A belated Merry Christmas! Our present at Rainbow Lodge was sun, rain, snow and fish! The last few weeks have had the usual mixed Tasmanian weather and usual great Tasmanian fishing. To put it in a few words; sharks, duns, spinners, tailers, gum beetles, jassids and rivers.
Let’s start with the sharks. The high pressure systems over the past few weeks have given us the much loved northerlies and beetles on Great Lake. Sharking this year has been a little unusual with fish often cruising downwind away from the boat. These fish provide clients with plenty of time to present the fly as we chase them down the wind but have required some fancy boat manoeuvring when they change direction back up wind. Besides this behaviour the sharks have been out in numbers , eating well, fighting hard and moving a long way for a fly. There have been good fish found in specific spots.
The mayfly lakes have fished well in the right weather with Penstock still the pick. Continuous fantastic dry fly fishing on Penstock with big rainbows has put this lake back in the limelight after last year’s slow fishing. Woods has produced some big, hard fighting fish. One day stands out where fish to 5lb were readily sipping spinners in the midday sun. Only 2 boats persevered after lunch when the sun came out strong and it payed off big time! With Little Pine still having good hatches and the biggest fish in a few years we are far from seeing the end of duns this season.
The Western Lakes have been special this year. The season started well with the newly stocked 2kg Botsford browns taking dries well before the gate was even opened. The 19 Lagoons have had fish on beetles for a while and more recently on mayfly. My brother and I experienced one amazing evening with fish eating dries under a full moon. At one time there were 10 trout in the shallows with their backs half out of the water! One client last week kept a fish for dinner and upon cleaning it there were a large number of black jassids in its stomach. Let’s hope that’s a sign of what’s to come. A client this week hooked and landed his biggest fish, when we finally got the thing into sight his exclamation was the highlight of my day.

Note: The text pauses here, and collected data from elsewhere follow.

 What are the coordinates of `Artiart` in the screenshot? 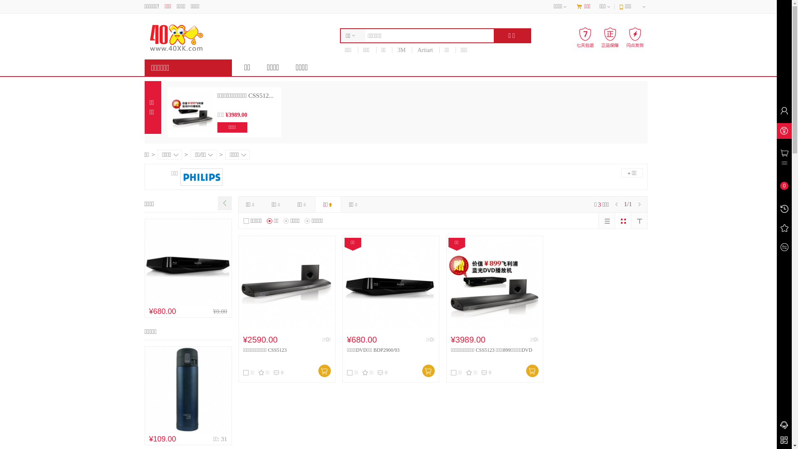 It's located at (425, 50).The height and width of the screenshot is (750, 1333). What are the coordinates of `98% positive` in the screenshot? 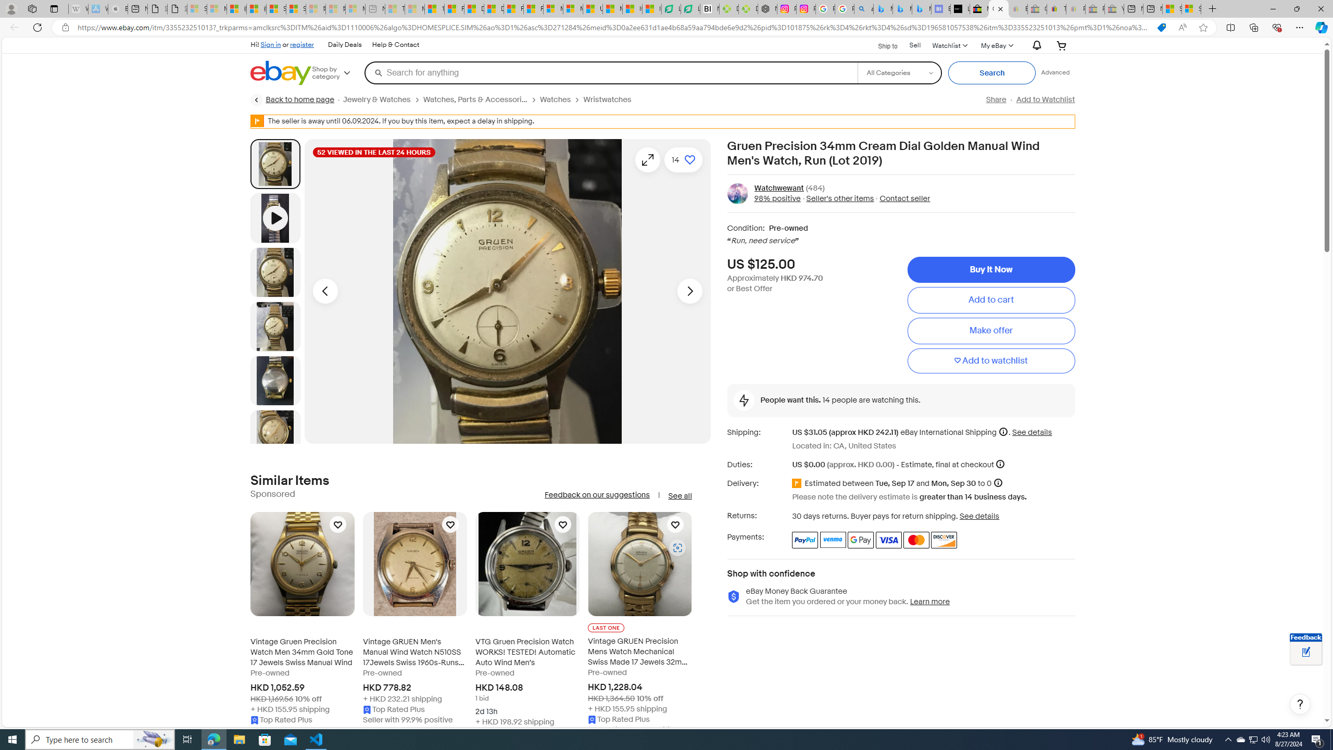 It's located at (778, 198).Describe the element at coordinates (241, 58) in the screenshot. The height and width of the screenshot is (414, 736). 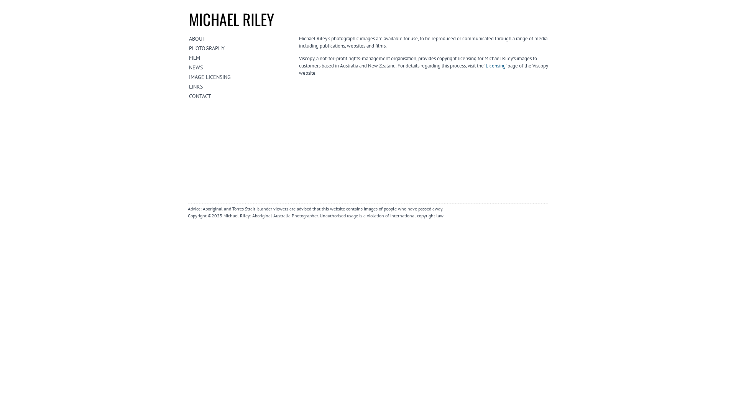
I see `FILM` at that location.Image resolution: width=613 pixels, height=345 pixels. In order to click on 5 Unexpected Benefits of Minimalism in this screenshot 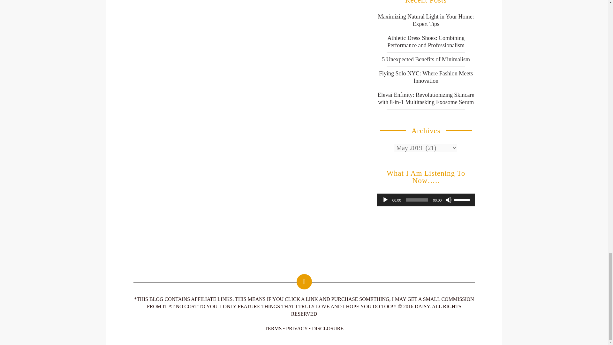, I will do `click(426, 59)`.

The rivers have fished well this season. The amazing dry fly fishing has continued into summer with some big fish coming to them. The individual highlight for me was a polaroided 5lb brown on the Mersey that took the fly and busted me 2 minutes later. Our clients have experienced some quality days with exciting, anticipation-filled fishing. Just yesterday the Tyenna River in the state’s south produced some of the best river fishing I have seen in years to fish eating caddis. Not only were 80+ trout hooked; there was a double hook-up on a double nymph rig and both fish were landed!
Spinner leapers have appeared in numbers lately and have caused some frustrating and rewarding fishing in equal parts, with persistence usually paying off. Here’s hoping we get a few more chances to look up a run at rising fish and feed them some flies!
It doesn’t look like the fishing here is going to slow in the coming weeks with ants and jassids starting to become more common and gum beetles in huge numbers. If Little Pine yesterday was anything to go by we still have plenty of mayfly feeders to catch as well. From everyone at Rainbow Lodge, have a great New Year and hope you enjoyed any fishing you got over the break.